No longer did I believe Celeste was focused solely on platforming, smooth as gelatin and tough as gemstone. The act of climbing the mountain became a question that I've asked myself many-a-time when struggling with staying determined: why are you doing this in the first place? Is it worth it in the end? Do you want to succeed or are you just fighting through gritted teeth at this point? While titles like Undertale depict the strength determination can give through epic, feel-good finales, Celeste questions how to utilize that strength every step of the way.

Celeste is a hard game, but it's attitude towards the player is what makes the difficulty stand out in the "masocore" genre. I admire the usual snark from God Hand or RUINER, but Celeste's gentle demeanor is refreshing, to say the least. The mountain's obstacles are split into "screens," where failure only means lightning-quick, no-pressure respawns, but such a choice in design is countered by the amount of architectural study required to bypass such obstacles, let alone with grace. Expose yourself to Celeste, methodically or through brute-force, and it starts to rope you into a hypnotizing, yet motivational pattern.

Madeline gets closer and closer to the mountain's peak. New mechanics are introduced at every chapter. A rhythm starts to build; the player's air dashes and wall climbing go at the same tempo of falling into spikes and bursting into light. Death begins to feel like part of the player's moveset, beats between failure and retrying fade away, mistakes are miracles.
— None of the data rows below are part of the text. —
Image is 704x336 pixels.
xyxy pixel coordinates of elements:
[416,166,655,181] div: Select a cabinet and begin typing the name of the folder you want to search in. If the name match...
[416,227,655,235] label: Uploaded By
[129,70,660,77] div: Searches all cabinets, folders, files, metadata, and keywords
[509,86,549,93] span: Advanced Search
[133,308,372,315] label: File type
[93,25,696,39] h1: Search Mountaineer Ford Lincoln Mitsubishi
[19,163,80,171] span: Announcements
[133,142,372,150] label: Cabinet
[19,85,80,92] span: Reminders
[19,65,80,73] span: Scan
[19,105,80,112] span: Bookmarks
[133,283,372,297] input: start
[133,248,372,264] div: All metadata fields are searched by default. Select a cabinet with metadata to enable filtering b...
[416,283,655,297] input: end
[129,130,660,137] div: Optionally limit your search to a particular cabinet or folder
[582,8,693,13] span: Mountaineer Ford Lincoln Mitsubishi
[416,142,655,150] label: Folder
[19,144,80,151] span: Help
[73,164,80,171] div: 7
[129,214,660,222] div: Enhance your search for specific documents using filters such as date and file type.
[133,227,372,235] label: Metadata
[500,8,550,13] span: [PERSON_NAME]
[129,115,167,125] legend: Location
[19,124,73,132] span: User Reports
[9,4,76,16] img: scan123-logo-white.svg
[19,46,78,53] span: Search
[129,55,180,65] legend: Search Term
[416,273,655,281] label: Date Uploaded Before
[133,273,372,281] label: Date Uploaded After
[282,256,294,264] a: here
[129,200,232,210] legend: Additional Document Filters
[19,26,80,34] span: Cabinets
This is how Celeste becomes your ringside coach, the Mickey Goldmill of masocore. It never lets up but it never lets you down.

Let's go back to Madeline; as the quote shows, her story is a deeply personal one. Throughout the game, Madeline encounters a "Part of Her," a recolored, ghostly Madeline that tries to convince her how this trek is just a pipe dream, and she ought to give up already. I haven't seen many reviewers mention the quality of Celeste's narrative; I was completely gripped by how Madeline comes to terms with that Part of Her, the conversations the two have with each other. In arguments, Madeline begins to have panic attacks. The screen fills with protruding purple branches, groping at Madeline as her anxiety swells further. How the player soothes Madeline anxiety and how her relationship with herself evolves is something I dare not spoil; for now I can only admire Celeste for intertwining such uncomfortable topics and the tact used to tackle them with platforming you can lose yourself in.

Of course, Celeste does have an assist mode, and rather than having an "easy" button, players can slow down game speed, toggle invincibility, increase the max number of dashes they can use without stopping, etc. It trusts the player to use this tool at their discretion, only if their experience jumps from mentally challenging to physically impossible. Celeste has a very personal story to tell, one meant to be played personally. I've been needing a new pick-up-n-play title on my Switch; perhaps I'll recover from the emotional whiplash once I collect all 180 strawberries. I know nothing can stop me now.